Sunday, March 7
See what love the Father has given us, that we should be called children of God; and that is what we are.
—1 John 3:1
The Gospel tells us that we are God's children, happily and utterly beloved of God and happily and utterly dependent upon God. Literally a child who lives by grace and in grace. And grace is given, as a gift, freely given. So the critical virtue for us is our ability to receive. Spiritual Director Gale Webbe was fond of saying, "The spiritual life is one of letting God come in and flow through."
It's not like that in the world of culture that raises us. In the natural world we make progress, we adapt successfully, we survive and arrive by being competitive. And if you don't succeed, you at least try hard, and go down fighting. The world's mantra is: "Get power. And after you've gotten it, hold on to it tightly."
Most of us live stretched between these two worlds. We want to give up and trust God, yet we struggle to make and defend our place.
There is a way to lay one's self aside and step freely back into the Garden of Eden. "To have pleasure in everything and seek pleasure in nothing," says John of the Cross. "As having nothing, and yet possessing all things," says St. Paul. "The things of the world are for our use, not for our enjoyment," says St. Augustine. "That which is for our enjoyment is the Father, the Son, and the Holy Spirit."
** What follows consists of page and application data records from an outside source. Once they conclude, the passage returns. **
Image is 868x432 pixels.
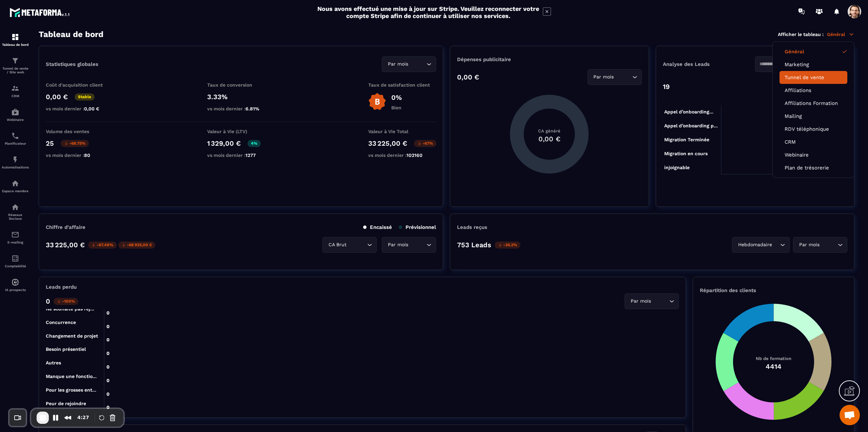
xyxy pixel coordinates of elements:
[46,224,85,230] p: Chiffre d’affaire
[368,139,407,147] p: 33 225,00 €
[46,319,76,325] tspan: Concurrence
[46,359,61,365] tspan: Autres
[46,284,76,290] p: Leads perdu
[2,197,29,226] a: social-networksocial-networkRéseaux Sociaux
[820,241,836,248] input: Search for option
[391,105,402,110] p: Bien
[652,297,668,305] input: Search for option
[246,106,259,111] span: 6.81%
[2,151,29,174] a: automationsautomationsAutomatisations
[46,129,114,134] p: Volume des ventes
[2,127,29,151] a: schedulerschedulerPlanificateur
[75,93,94,101] p: Stable
[784,48,842,55] a: Général
[2,174,29,197] a: automationsautomationsEspace membre
[46,401,86,406] tspan: Peur de rejoindre
[363,224,392,230] p: Encaissé
[784,139,842,145] a: CRM
[793,237,847,252] div: Search for option
[46,241,85,249] p: 33 225,00 €
[663,82,670,90] p: 19
[207,129,275,134] p: Valeur à Vie (LTV)
[207,106,275,111] p: vs mois dernier :
[663,61,755,67] p: Analyse des Leads
[410,60,425,68] input: Search for option
[11,179,19,187] img: automations
[247,139,261,147] p: 4%
[46,346,86,351] tspan: Besoin présentiel
[797,241,820,248] span: Par mois
[368,152,436,158] p: vs mois dernier :
[2,165,29,169] p: Automatisations
[207,93,275,101] p: 3.33%
[386,241,410,248] span: Par mois
[827,31,854,37] p: Général
[457,73,479,81] p: 0,00 €
[592,73,615,81] span: Par mois
[84,106,99,111] span: 0,00 €
[784,126,842,132] a: RDV téléphonique
[11,108,19,116] img: automations
[2,240,29,244] p: E-mailing
[46,61,98,67] p: Statistiques globales
[207,139,241,147] p: 1 329,00 €
[11,156,19,164] img: automations
[773,241,779,248] input: Search for option
[778,31,824,37] p: Afficher le tableau :
[2,118,29,122] p: Webinaire
[11,84,19,93] img: formation
[414,139,436,147] p: -67%
[732,237,790,252] div: Search for option
[382,56,436,72] div: Search for option
[588,69,642,85] div: Search for option
[11,231,19,239] img: email
[46,93,68,101] p: 0,00 €
[382,237,436,252] div: Search for option
[399,224,436,230] p: Prévisionnel
[663,109,713,114] tspan: Appel d’onboarding...
[39,30,103,39] h3: Tableau de bord
[663,164,689,170] tspan: injoignable
[663,137,709,143] tspan: Migration Terminée
[46,305,94,312] tspan: Ne souhaite pas rej...
[46,387,97,393] tspan: Pour les grosses ent...
[207,152,275,158] p: vs mois dernier :
[2,142,29,145] p: Planificateur
[60,139,89,147] p: -68.75%
[391,93,402,102] p: 0%
[2,43,29,47] p: Tableau de bord
[784,100,842,106] a: Affiliations Formation
[615,73,630,81] input: Search for option
[2,249,29,273] a: accountantaccountantComptabilité
[494,241,520,248] p: -36.2%
[10,6,71,19] img: logo
[11,203,19,211] img: social-network
[368,93,386,110] img: b-badge-o.b3b20ee6.svg
[2,28,29,52] a: formationformationTableau de bord
[2,67,29,74] p: Tunnel de vente / Site web
[759,60,836,68] input: Search for option
[457,56,642,62] p: Dépenses publicitaire
[84,152,90,158] span: 80
[317,5,539,19] h2: Nous avons effectué une mise à jour sur Stripe. Veuillez reconnecter votre compte Stripe afin de ...
[327,241,348,248] span: CA Brut
[737,241,773,248] span: Hebdomadaire
[840,405,860,425] a: Mở cuộc trò chuyện
[322,237,377,252] div: Search for option
[11,278,19,286] img: automations
[784,113,842,119] a: Mailing
[46,82,114,88] p: Coût d'acquisition client
[386,60,410,68] span: Par mois
[663,151,707,156] tspan: Migration en cours
[755,56,847,72] div: Search for option
[368,129,436,134] p: Valeur à Vie Total
[663,123,717,129] tspan: Appel d’onboarding p...
[246,152,255,158] span: 1277
[457,224,487,230] p: Leads reçus
[88,241,117,248] p: -67.48%
[2,226,29,249] a: emailemailE-mailing
[2,264,29,268] p: Comptabilité
[348,241,366,248] input: Search for option
[2,213,29,220] p: Réseaux Sociaux
[625,293,679,309] div: Search for option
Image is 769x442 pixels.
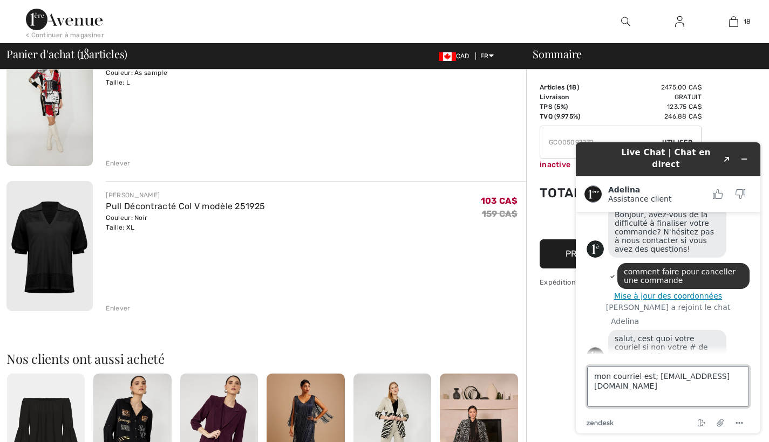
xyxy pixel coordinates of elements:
[539,211,701,236] iframe: PayPal-paypal
[593,92,701,102] td: Gratuit
[666,15,693,29] a: Se connecter
[25,8,47,17] span: Chat
[539,102,593,112] td: TPS (5%)
[6,36,93,166] img: Robe Mini Droite, Décontractée modèle 75644
[482,209,517,219] s: 159 CA$
[481,196,517,206] span: 103 CA$
[743,17,751,26] span: 18
[593,112,701,121] td: 246.88 CA$
[539,112,593,121] td: TVQ (9.975%)
[593,102,701,112] td: 123.75 CA$
[439,52,456,61] img: Canadian Dollar
[480,52,494,60] span: FR
[26,9,103,30] img: 1ère Avenue
[707,15,760,28] a: 18
[6,352,526,365] h2: Nos clients ont aussi acheté
[567,134,769,442] iframe: Trouvez des informations supplémentaires ici
[621,15,630,28] img: recherche
[540,126,662,159] input: Code promo
[106,213,265,233] div: Couleur: Noir Taille: XL
[729,15,738,28] img: Mon panier
[569,84,577,91] span: 18
[26,30,104,40] div: < Continuer à magasiner
[539,159,701,170] div: inactive
[106,68,298,87] div: Couleur: As sample Taille: L
[675,15,684,28] img: Mes infos
[106,201,265,211] a: Pull Décontracté Col V modèle 251925
[520,49,762,59] div: Sommaire
[6,181,93,311] img: Pull Décontracté Col V modèle 251925
[539,92,593,102] td: Livraison
[6,49,127,59] span: Panier d'achat ( articles)
[593,83,701,92] td: 2475.00 CA$
[539,240,701,269] button: Procédez au sommaire
[106,304,130,313] div: Enlever
[439,52,474,60] span: CAD
[80,46,89,60] span: 18
[539,175,593,211] td: Total
[565,249,671,259] span: Procédez au sommaire
[106,159,130,168] div: Enlever
[539,83,593,92] td: Articles ( )
[106,190,265,200] div: [PERSON_NAME]
[539,277,701,288] div: Expédition sans interruption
Tilden Edwards captures it perfectly. In Living Simply Through the Day, he describes five responses on seeing a flower:
* So?
* Oh, beautiful—I can sell it!
* Oh, beautiful—I want it; I will take it!
* Oh, beautiful. I want it—but I will let it be!
* Ah!
Let your grace flow through me so freely that I may experience all as gift and to enjoy everything with awe, through your Spirit. Amen.